Europeana press release
Europeana is proud to announce its first White Paper: a look at the key role linked data will play in Europeana’s development and in helping Europe’s citizens make connections between existing knowledge to achieve new cultural and scientific advances.
Linked data gives machines the ability to make associations and put search terms into context. Without it, Europeana could be seen as a simple collection of digital objects. With linked data, the potential is far greater, as the author of the white paper, Prof. Stefan Gradmann, explains.
He uses an example from the experimental Thought Lab to show how a search for ‘Paris’ intuitively leads to connected concepts like items in the Louvre, a Paris-based institution. It also gives the option to see paintings portraying people named Paris, such as the Greek prince, who abducted of Helen of Troy. From there, more links point the way to topics like the ‘myth of Paris’ or the mythical Apple of Discord – a golden apple that sparked a dispute and eventually led to the Trojan War – and then on to the forbidden apple eaten by Adam and Eve.
This is just one example of how linked data will allow Europeana to propose connections between millions of items from Europe’s heritage. These connections can then be used to generate new ideas and knowledge, on a scale not possible before.
“Strange as it may seem, this is the way lots of original artwork is conceived: through mental operations based on shifts of meaning, connotation and personal association,” says Prof. Gradmann, an expert in semantic technology, a professor for Library and Information Science at Humboldt University in Berlin and someone heavily involved in the building of Europeana.
Prof. Gradmann places this advanced search technology at the heart of Europeana’s purpose.
“One of Europeana’s main roles should be to help Europe’s citizens create a new era of knowledge from our shared culture and history.”
The publication of the White Paper follows the recent release of another key document from Europeana, the Public Domain Charter. The Charter emphasises the importance of preserving and keeping the Public Domain accessible to those who own it: the public.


● **DIRECTIONS FOR THIS TASK**
Would you print the records below word for word, without the pictures?

● **INFORMATION PROVIDED**

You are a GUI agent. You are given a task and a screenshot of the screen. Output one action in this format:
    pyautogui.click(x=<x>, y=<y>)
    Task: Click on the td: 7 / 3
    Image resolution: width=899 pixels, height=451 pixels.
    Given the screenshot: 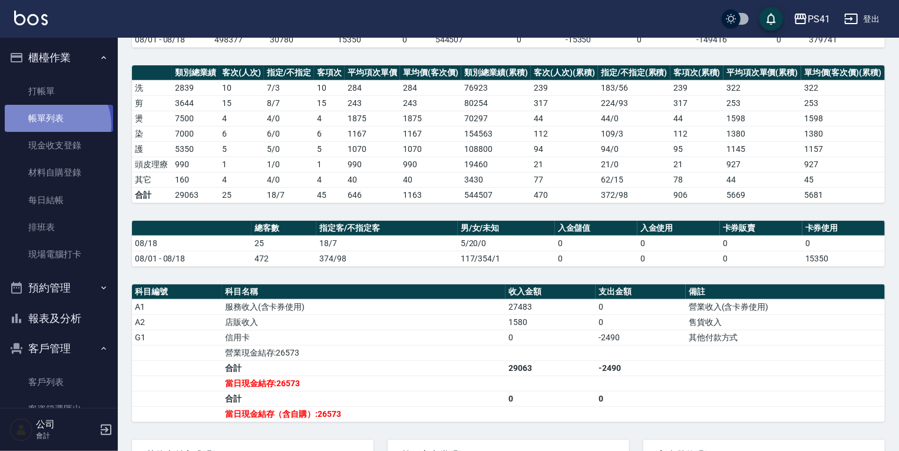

● **ANSWER**
You are a GUI agent. You are given a task and a screenshot of the screen. Output one action in this format:
    pyautogui.click(x=<x>, y=<y>)
    Task: Click on the td: 7 / 3
    Image resolution: width=899 pixels, height=451 pixels.
    Given the screenshot: 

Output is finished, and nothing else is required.